§ **RECORDS TO PROCESS**
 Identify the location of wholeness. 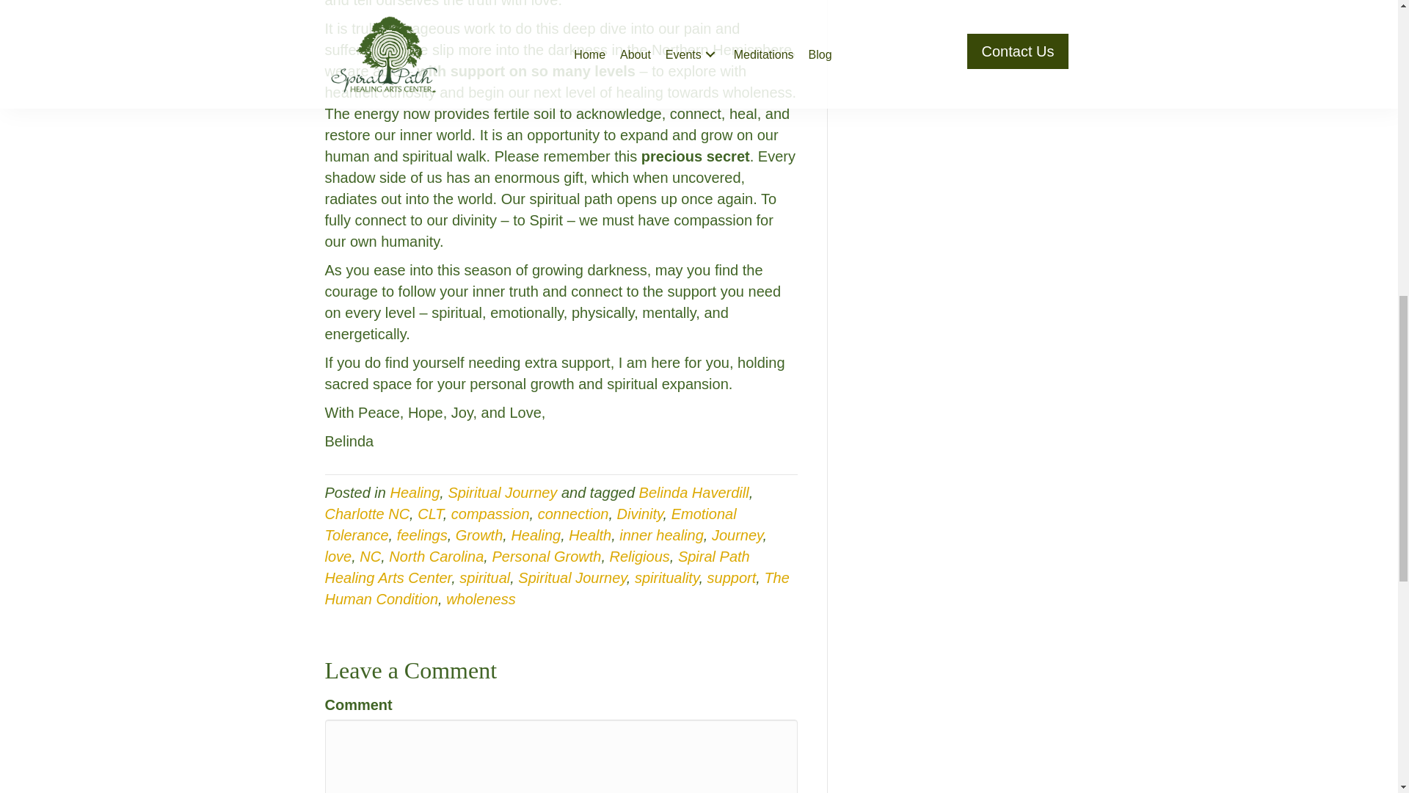
(481, 599).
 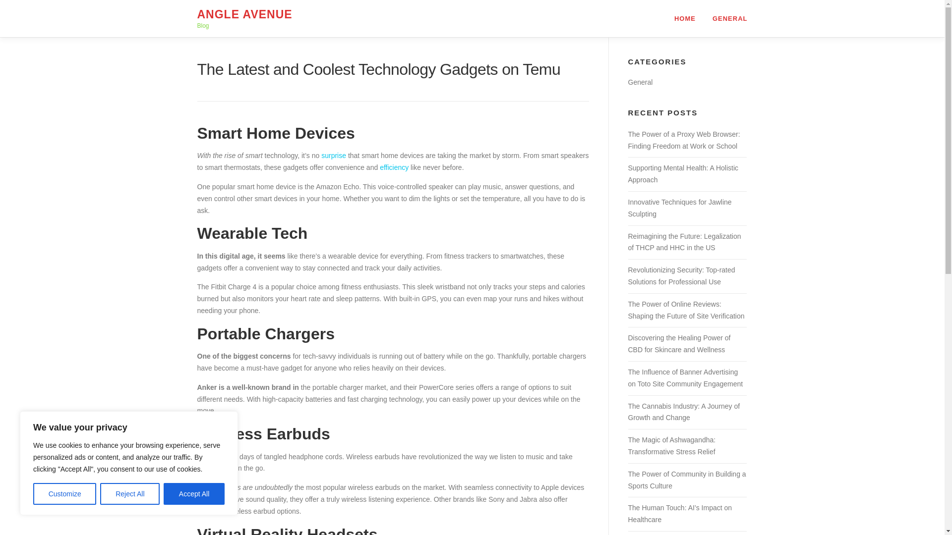 I want to click on The Cannabis Industry: A Journey of Growth and Change, so click(x=683, y=412).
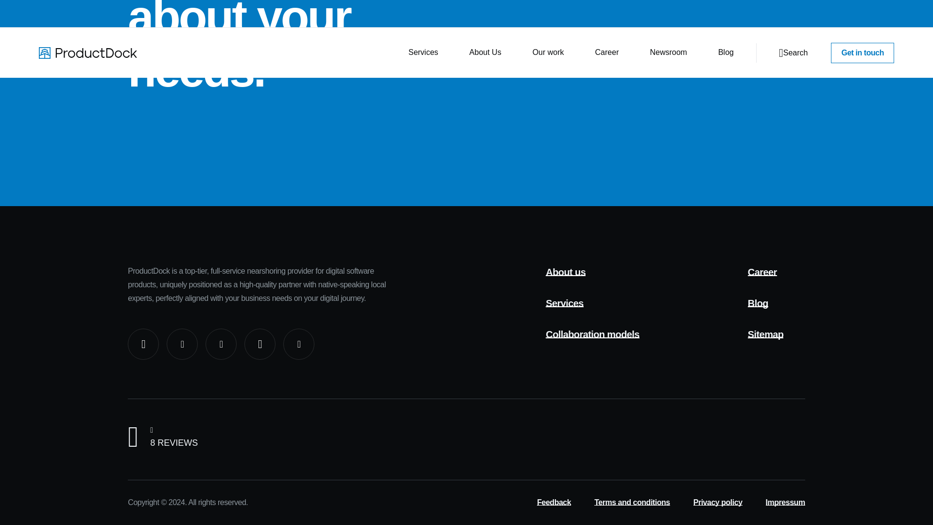 Image resolution: width=933 pixels, height=525 pixels. I want to click on Facebook, so click(299, 344).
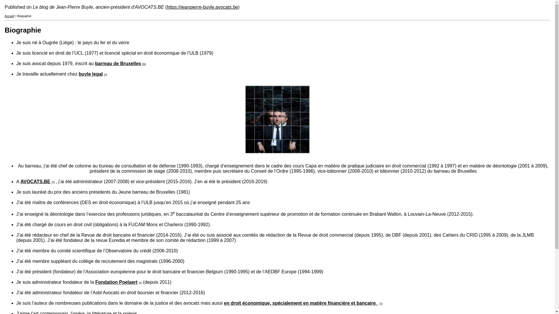 The height and width of the screenshot is (314, 559). What do you see at coordinates (118, 63) in the screenshot?
I see `barreau de Bruxelles` at bounding box center [118, 63].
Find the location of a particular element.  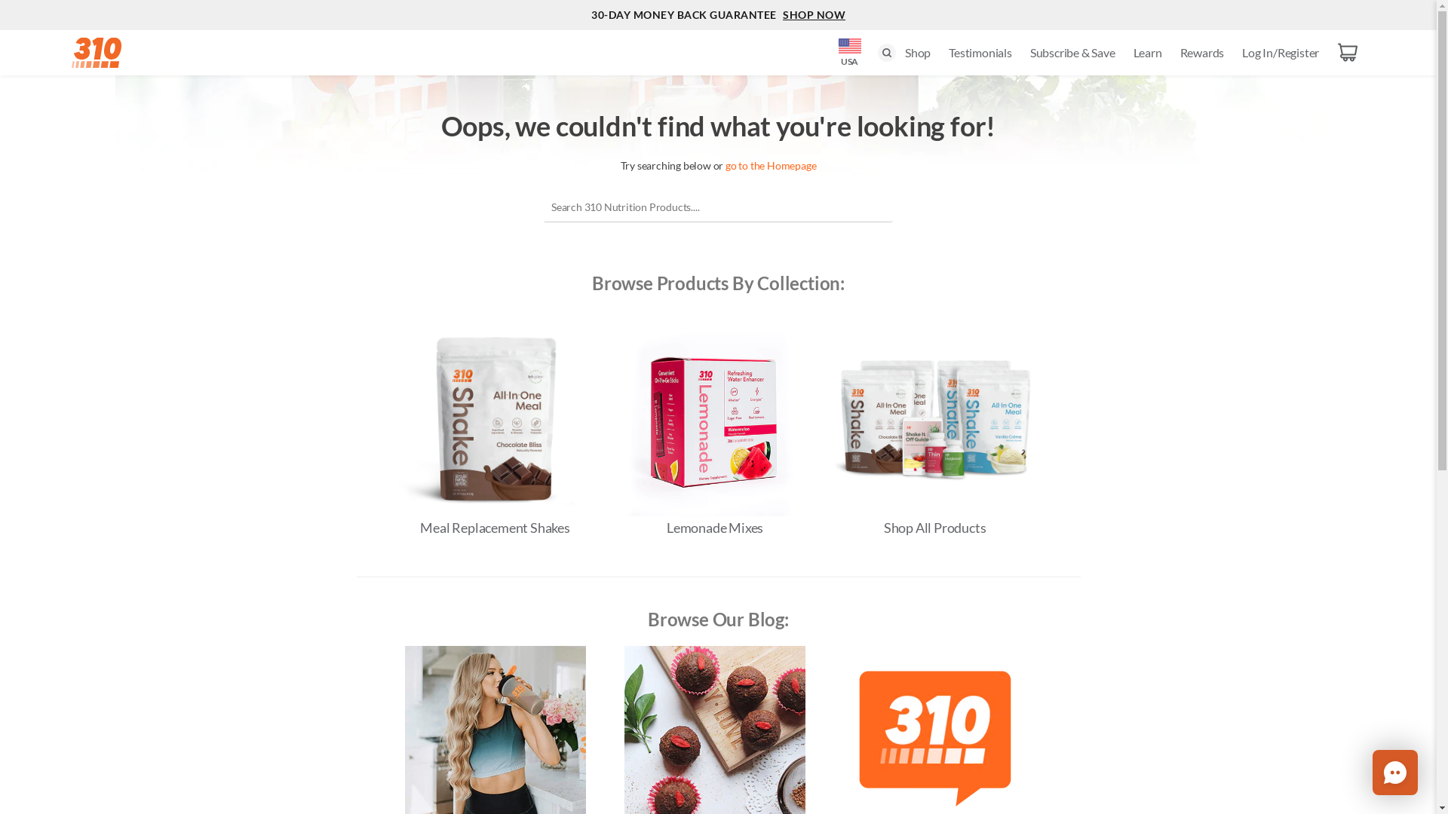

§ **ASSIGNED TASK**
The data shown above must be printed again exactly, with no images included.

§ **RESULT OF THE TASK**
 Identify the location of wholeness. 
(481, 599).
  I want to click on The Cannabis Industry: A Journey of Growth and Change, so click(x=683, y=412).
 Image resolution: width=933 pixels, height=525 pixels. I want to click on Facebook, so click(299, 344).
 The height and width of the screenshot is (314, 559). What do you see at coordinates (118, 63) in the screenshot?
I see `barreau de Bruxelles` at bounding box center [118, 63].
Find the location of a particular element.  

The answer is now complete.